When politicians lie, we—the electorate—don’t really mind. It’s something we have sadly become used to, and most of us will probably be pretty surprised to be confronted by a politician without ulterior motives or hidden agendas. We’ve grown to accept that most politicians are in the game to line their own pockets, and as long as we get some return value for our tax money we’ve been willing to accept that. But when politicians lie about issues that affect our daily health, about issues like global warming and pollution, we get pissed off about it.
A newly released report by the Union of Concerned Scientists (20 Nobel laureates and counting) states that “there is a well-established pattern of suppression and distortion of scientific findings by high-ranking Bush administration political appointees across numerous federal agencies. These actions have consequences for human health, public safety, and community well-being.”
Or, as the New York Times put it:
“On global warming alone, the administration belittled, misrepresented, altered or quashed multiple reports suggesting a clear link between greenhouse gas emissions and the burning of fossil fuels like coal and oil. A study detailing the impact of mercury emissions from power plants was sanitized to industry specifications. Another study suggesting that a Congressional clean-air bill would achieve greater pollution reductions than Mr. Bush’s own plan, at approximately the same cost, was withheld. It does not take much effort to find a pattern of suppressing inconvenient facts that might force Mr. Bush’s friends in the oil, gas and coal industries to spend more on pollution control.”

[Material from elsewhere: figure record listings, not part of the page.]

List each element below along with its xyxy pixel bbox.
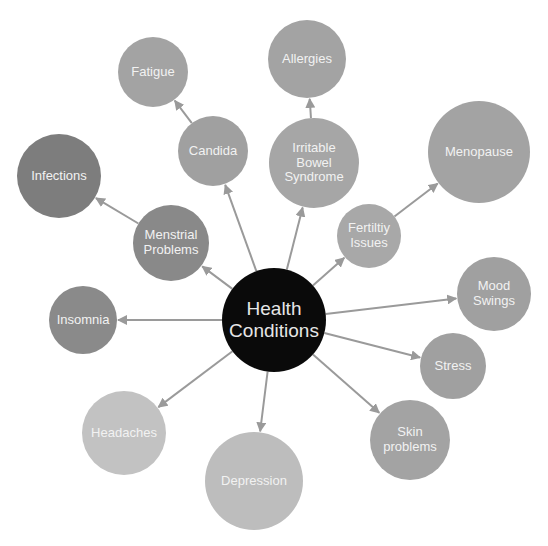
node-headaches: Headaches — [82, 391, 166, 475]
node-label-line: Menopause — [441, 145, 517, 160]
node-fatigue: Fatigue — [118, 37, 188, 107]
edge-center-to-skin-problems — [313, 354, 379, 412]
node-menopause: Menopause — [428, 101, 530, 203]
node-label: Candida — [185, 144, 241, 159]
node-label: Infections — [27, 169, 91, 184]
node-label-line: Swings — [469, 294, 519, 309]
edge-candida-to-fatigue — [175, 101, 192, 123]
edge-center-to-irritable-bowel-syndrome — [287, 208, 303, 270]
node-label: Stress — [431, 359, 476, 374]
node-label-line: Mood — [469, 279, 519, 294]
node-label: HealthConditions — [225, 298, 323, 342]
edge-center-to-mood-swings — [326, 298, 457, 313]
node-label-line: Skin — [379, 425, 440, 440]
node-label: FertiltiyIssues — [344, 221, 394, 251]
node-label: Allergies — [278, 52, 336, 67]
edge-center-to-fertility-issues — [313, 258, 344, 286]
node-label-line: Fertiltiy — [344, 221, 394, 236]
node-menstrial-problems: MenstrialProblems — [133, 205, 209, 281]
node-label-line: Candida — [185, 144, 241, 159]
node-stress: Stress — [420, 333, 486, 399]
node-insomnia: Insomnia — [49, 286, 117, 354]
node-label: MoodSwings — [469, 279, 519, 309]
node-label-line: Irritable — [280, 141, 347, 156]
node-allergies: Allergies — [268, 20, 346, 98]
edge-fertility-issues-to-menopause — [394, 184, 437, 217]
node-label-line: Conditions — [225, 320, 323, 342]
node-depression: Depression — [205, 432, 303, 530]
node-label-line: Syndrome — [280, 170, 347, 185]
node-label: Fatigue — [127, 65, 178, 80]
node-label-line: Issues — [344, 236, 394, 251]
node-label-line: Headaches — [87, 426, 161, 441]
node-label: Depression — [217, 474, 291, 489]
mind-map-diagram: HealthConditionsFatigueCandidaInfections… — [0, 0, 548, 546]
node-label-line: Menstrial — [140, 228, 203, 243]
node-label-line: Depression — [217, 474, 291, 489]
node-candida: Candida — [178, 116, 248, 186]
node-mood-swings: MoodSwings — [457, 257, 531, 331]
node-label-line: Infections — [27, 169, 91, 184]
center-node-health-conditions: HealthConditions — [222, 268, 326, 372]
node-label-line: Bowel — [280, 156, 347, 171]
node-label: MenstrialProblems — [140, 228, 203, 258]
edge-irritable-bowel-syndrome-to-allergies — [310, 99, 311, 118]
edge-center-to-stress — [324, 333, 420, 358]
edge-center-to-headaches — [158, 351, 232, 407]
node-label: Menopause — [441, 145, 517, 160]
edge-center-to-depression — [260, 372, 267, 432]
edge-center-to-menstrial-problems — [202, 266, 232, 289]
node-label: Skinproblems — [379, 425, 440, 455]
node-label-line: Health — [225, 298, 323, 320]
node-label-line: Stress — [431, 359, 476, 374]
node-infections: Infections — [17, 134, 101, 218]
node-label: IrritableBowelSyndrome — [280, 141, 347, 186]
edge-menstrial-problems-to-infections — [96, 198, 138, 223]
node-label-line: Fatigue — [127, 65, 178, 80]
node-label-line: problems — [379, 440, 440, 455]
node-label-line: Problems — [140, 243, 203, 258]
edge-center-to-candida — [225, 185, 256, 271]
node-label-line: Insomnia — [53, 313, 114, 328]
node-irritable-bowel-syndrome: IrritableBowelSyndrome — [269, 118, 359, 208]
node-label-line: Allergies — [278, 52, 336, 67]
node-skin-problems: Skinproblems — [370, 400, 450, 480]
node-label: Headaches — [87, 426, 161, 441]
node-label: Insomnia — [53, 313, 114, 328]
node-fertility-issues: FertiltiyIssues — [337, 204, 401, 268]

Read the UCS report today, and pass it on: Bush goes home in 2004.
Press Briefing by Scott McClellan:
Q Scott, a couple of questions I have—the records that you handed out today, and other records that exist, indicate that the President did not perform any Guard duty during the months of December 1972, February or March of 1973. I’m wondering if you can tell us where he was during that period. And also, how is it that he managed to not make the medical requirements to remain on active flight duty status?
MR. McCLELLAN: John, the records that you’re pointing to, these records are the payroll records; they’re the point summaries. These records verify that he met the requirements necessary to fulfill his duties. These records—
Q That wasn’t my question, Scott.
MR. McCLELLAN: These payroll records—
Q Scott, that wasn’t my question, and you know it wasn’t my question. Where was he in December of ‘72, February and March of ‘73? And why did he not fulfill the medical requirements to remain on active flight duty status?
MR. McCLELLAN: These records—these records I’m holding here clearly document the President fulfilling his duties in the National Guard. The President was proud of his service. The President—
Q I asked a simple question; how about a simple answer?
Winners of the Guardian’s British Blog Awards for 2003. Some good links in here.
www.guardian.co.uk
“A Savage Season” is a photographic tribute to one of the great American writers of our time, Cormac McCarthy. The beautiful black & white photographs explore the emotional world of McCarthy’s writing, and evoke the atmosphere of his border trilogy (“All the Pretty Horses”, “The Crossing” and “Cities of the Plain”).
www.delcaldo.com
As the world and its mother knows by now, Democratic front-runner (well, today’s front-runner) John Kerry, like many other members of America’s rich and powerful economic elite, is a member of the Yale secret society Skull & Bones. Behind the secret occult mumbo-jumbo lies something less sinister but far more evil: the reality that America is (and has been, for a long time) an oligarchy, a country ruled by this loosely organised elite. You don’t need secret societies or the Eye of Lucifer to do that, just exclusive clubs and men and women willing to shape their moral beliefs to fit the status quo. Will John Kerry be the bullet to stop George W. Bush? He could be. As so many of his supporters have stated, he’s their choice not because they like Kerry, but because he can beat Bush. But will he bring change to the way America is run? Probably not. The poor stay poor, and the rich get richer.
“Looking from the house, my eyes rested on the river. Ah! the hateful, murderous river, so broad and proud and majestically calm, as though it had not bereft me of a friend, and of many faithful souls, and as though we had never heard it rage and whiten with fury, and mock the thunder. What a hypocritical river!” Excerpts from the writings of the nineteenth-century explorer Henry Morton Stanley, written in what would later become the Belgian Congo.